Posted on Sep 28, 2007 - 12:33pm by Shallow Nation in Music
And at 8:30 in the morning, no less. Not the typical Today Show outdoor concert:
The Plaza was packed for the unprecedented live concert on TODAY, with many people camping out overnight to get prime viewing locations.
And Springsteen didn’t disappoint, launching into songs even before the show began its broadcast at 7 a.m. EDT and continuing on and off for the next couple of hours, playing multiple encores, and being what he’s always been – arguably the best live performer in the business.

Lauer looked over the vast crowd and asked Springsteen what he thought of so many coming out so early to hear him sing.
“This is the same crowd you get for the dancing bears. They show up for anything,” Springsteen joked. Then, simply and humbly, he added, “I appreciate it.”
Later, addressing the crowd before another song, he quipped, “I must want to sell some records bad to be up here this early.”
At 58 years old and four years after the band last played together on tour, Springsteen has reunited the band first formed in the early 1970s, when he was a kid growing up poor with big dreams on the Jersey Shore. Their new album, “Magic,” acclaimed as a return to his musical roots, is being released on Tuesday, Oct. 2, and the band is starting a tour of the United States and Europe – their first in five years – on the same day in Hartford, Conn.
Watch videos of the concert here.
In a New York Times article, A.O. Scott quotes from a recent interview with Bruce Springsteen:
“I wanted one thing on the record that was the perfect pop universe,” Mr. Springsteen said, once the band had wandered off and he had finished an early lunch of granola with fresh fruit and soy milk. It was two days before his 58th birthday, and he looked trimmer and tanner than he had the last time I’d seen him, which was on the JumboTron video screen at Giants Stadium a few years back. “You know, that day when it’s all right there; it’s the world that only exists in pop songs, and once in a while you stumble on it.”
Not that “Girls in Their Summer Clothes” is untouched by melancholy. Its narrator, after all, stands and watches as the girls of the title “pass me by.” “It’s the longing, the unrequited longing for that perfect world,” Mr. Springsteen continued. “Pop is funny. It’s a tease. It’s an important one, but it’s a tease, and therein resides its beauty and its joke.”
And much of “Magic,” on first hearing, seems to unfold in a similar spirit. There is a brightness of sound and a lightness of touch that are not quite like anything else Mr. Springsteen has done recently. In the past five years he has released four albums of original material, a zigzag through new and familiar styles and idioms. “The Rising” (2002) brought the E Street Band back into the studio after a long hiatus (their sound updated by the producer Brendan O’Brien) and answered the trauma of 9/11 with the defiant, redemptive roar of solid, down-the-middle rock. With “Devils and Dust” (2005) Mr. Springsteen picked up the thread of Western stories and acoustic ballads that stretched back through other non-E Street projects like “The Ghost of Tom Joad” and “Nebraska” (as well as some parts of “The River”). “The Seeger Sessions,” released last year, was an old-time old-lefty hootenanny, with a big, unruly jug band rollicking through spirituals, union songs and Dust Bowl ballads.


EXERCISE PROMPT:
I would like you to output every record below exactly, apart from the pictures.

↓↓↓

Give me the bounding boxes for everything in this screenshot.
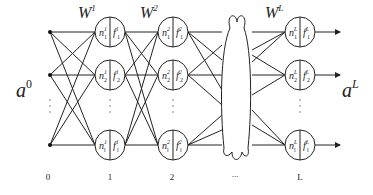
neuron: n1 2 f1 2 <box>95 60 125 90</box>
layer-L: nL 1 fL 1 nL 2 fL 2 nL l fL l <box>285 17 315 160</box>
layer-index-ellipsis: ... <box>232 169 239 179</box>
svg-text:1: 1 <box>117 34 120 40</box>
layer-2: n2 1 f2 1 n2 2 f2 2 n2 l f2 l <box>158 17 188 160</box>
input-nodes <box>48 30 52 147</box>
layer-index-1: 1 <box>108 172 113 182</box>
neuron: n2 1 f2 1 <box>158 17 188 47</box>
svg-text:1: 1 <box>294 34 297 40</box>
svg-text:1: 1 <box>167 34 170 40</box>
layer-index-L: L <box>297 172 303 182</box>
neuron: n1 1 f1 1 <box>95 17 125 47</box>
svg-text:2: 2 <box>167 77 170 83</box>
connections-input-to-layer1 <box>50 32 95 145</box>
weight-label-w1: W1 <box>78 3 96 21</box>
input-node <box>48 30 52 34</box>
vertical-ellipses <box>49 99 300 112</box>
input-node <box>48 143 52 147</box>
neuron: nL 2 fL 2 <box>285 60 315 90</box>
svg-text:1: 1 <box>104 34 107 40</box>
hidden-layers-cloud <box>222 16 251 160</box>
neuron: nL 1 fL 1 <box>285 17 315 47</box>
layer-1: n1 1 f1 1 n1 2 f1 2 n1 l f1 l <box>95 17 125 160</box>
neuron: n1 l f1 l <box>95 130 125 160</box>
output-arrows <box>315 32 340 145</box>
connections-hidden-to-layerL <box>252 32 285 145</box>
weight-label-w2: W2 <box>140 3 158 21</box>
connections-layer1-to-layer2 <box>125 32 158 145</box>
neural-network-diagram: n1 1 f1 1 n1 2 f1 2 n1 l f1 l n2 1 <box>0 0 373 195</box>
neuron: n2 2 f2 2 <box>158 60 188 90</box>
svg-text:2: 2 <box>180 77 183 83</box>
svg-text:1: 1 <box>307 34 310 40</box>
neuron: n2 l f2 l <box>158 130 188 160</box>
svg-text:2: 2 <box>117 77 120 83</box>
connections-layer2-to-hidden <box>188 32 222 145</box>
output-vector-label: aL <box>342 77 359 101</box>
neuron: nL l fL l <box>285 130 315 160</box>
svg-text:2: 2 <box>307 77 310 83</box>
input-node <box>48 73 52 77</box>
input-vector-label: a0 <box>16 77 32 101</box>
svg-text:1: 1 <box>180 34 183 40</box>
layer-index-0: 0 <box>46 172 51 182</box>
svg-text:2: 2 <box>104 77 107 83</box>
svg-text:2: 2 <box>294 77 297 83</box>
layer-index-2: 2 <box>170 172 175 182</box>
weight-label-wL: WL <box>265 3 283 21</box>
layer-index-labels: 0 1 2 ... L <box>46 169 303 182</box>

↑↑↑

RESPONSE BOX:
Give me the bounding boxes for everything in this screenshot.
neuron: n1 2 f1 2 <box>95 60 125 90</box>
layer-L: nL 1 fL 1 nL 2 fL 2 nL l fL l <box>285 17 315 160</box>
layer-index-ellipsis: ... <box>232 169 239 179</box>
svg-text:1: 1 <box>117 34 120 40</box>
layer-2: n2 1 f2 1 n2 2 f2 2 n2 l f2 l <box>158 17 188 160</box>
input-nodes <box>48 30 52 147</box>
layer-index-1: 1 <box>108 172 113 182</box>
neuron: n2 1 f2 1 <box>158 17 188 47</box>
svg-text:1: 1 <box>294 34 297 40</box>
svg-text:1: 1 <box>167 34 170 40</box>
layer-index-L: L <box>297 172 303 182</box>
neuron: n1 1 f1 1 <box>95 17 125 47</box>
svg-text:2: 2 <box>167 77 170 83</box>
connections-input-to-layer1 <box>50 32 95 145</box>
weight-label-w1: W1 <box>78 3 96 21</box>
input-node <box>48 30 52 34</box>
vertical-ellipses <box>49 99 300 112</box>
input-node <box>48 143 52 147</box>
neuron: nL 2 fL 2 <box>285 60 315 90</box>
svg-text:1: 1 <box>104 34 107 40</box>
hidden-layers-cloud <box>222 16 251 160</box>
neuron: nL 1 fL 1 <box>285 17 315 47</box>
layer-1: n1 1 f1 1 n1 2 f1 2 n1 l f1 l <box>95 17 125 160</box>
neuron: n1 l f1 l <box>95 130 125 160</box>
output-arrows <box>315 32 340 145</box>
connections-hidden-to-layerL <box>252 32 285 145</box>
weight-label-w2: W2 <box>140 3 158 21</box>
connections-layer1-to-layer2 <box>125 32 158 145</box>
neural-network-diagram: n1 1 f1 1 n1 2 f1 2 n1 l f1 l n2 1 <box>0 0 373 195</box>
neuron: n2 2 f2 2 <box>158 60 188 90</box>
svg-text:2: 2 <box>180 77 183 83</box>
svg-text:1: 1 <box>307 34 310 40</box>
neuron: n2 l f2 l <box>158 130 188 160</box>
svg-text:2: 2 <box>117 77 120 83</box>
connections-layer2-to-hidden <box>188 32 222 145</box>
output-vector-label: aL <box>342 77 359 101</box>
neuron: nL l fL l <box>285 130 315 160</box>
svg-text:2: 2 <box>307 77 310 83</box>
input-node <box>48 73 52 77</box>
input-vector-label: a0 <box>16 77 32 101</box>
svg-text:1: 1 <box>180 34 183 40</box>
layer-index-0: 0 <box>46 172 51 182</box>
svg-text:2: 2 <box>104 77 107 83</box>
svg-text:2: 2 <box>294 77 297 83</box>
layer-index-2: 2 <box>170 172 175 182</box>
weight-label-wL: WL <box>265 3 283 21</box>
layer-index-labels: 0 1 2 ... L <box>46 169 303 182</box>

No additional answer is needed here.